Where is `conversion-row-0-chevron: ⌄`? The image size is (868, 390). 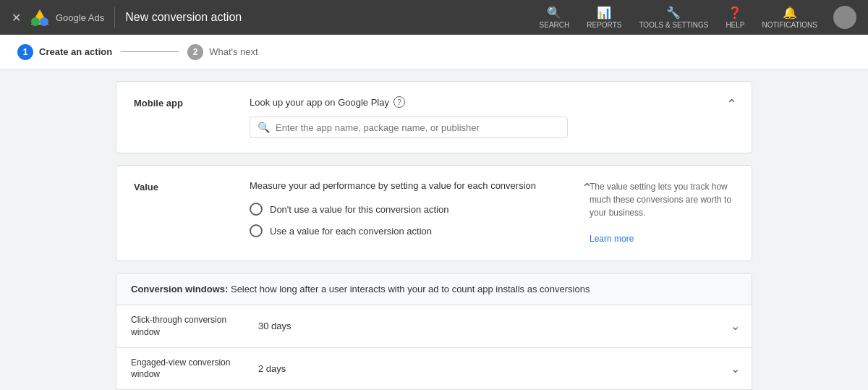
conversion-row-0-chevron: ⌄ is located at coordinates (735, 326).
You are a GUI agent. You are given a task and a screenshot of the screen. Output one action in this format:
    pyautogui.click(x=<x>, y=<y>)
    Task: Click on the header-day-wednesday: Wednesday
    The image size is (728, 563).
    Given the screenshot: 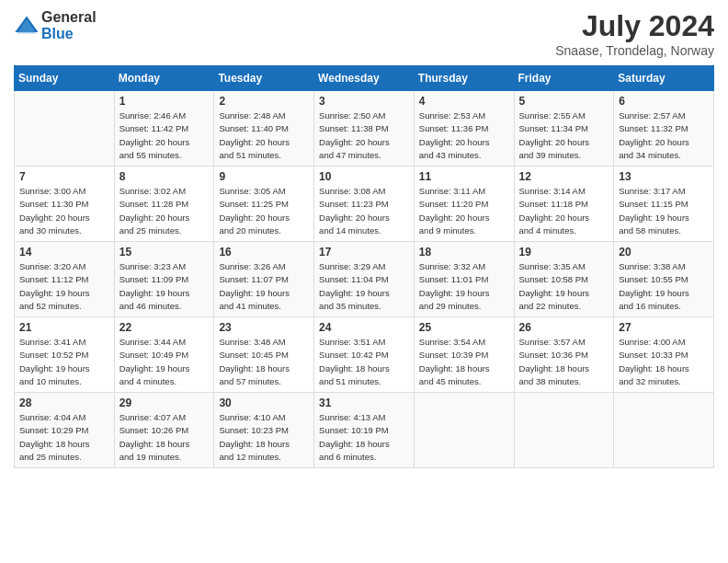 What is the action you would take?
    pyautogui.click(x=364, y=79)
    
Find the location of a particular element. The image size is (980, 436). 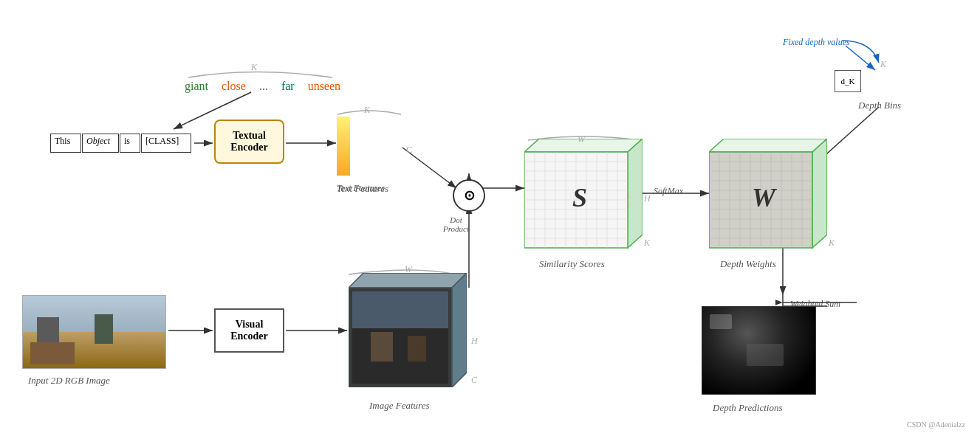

━━━━━━━━━━━━━━━━━━━━

• _What is being asked_: With all pictures removed, reproduce the lines from the top of the entries above through the line containing "The image size is (728, 563).", exactly as written.

• _Your solution_:
Where is `conversion-row-0-chevron: ⌄`? The image size is (868, 390). 
conversion-row-0-chevron: ⌄ is located at coordinates (735, 326).
You are a GUI agent. You are given a task and a screenshot of the screen. Output one action in this format:
    pyautogui.click(x=<x>, y=<y>)
    Task: Click on the header-day-wednesday: Wednesday
    The image size is (728, 563).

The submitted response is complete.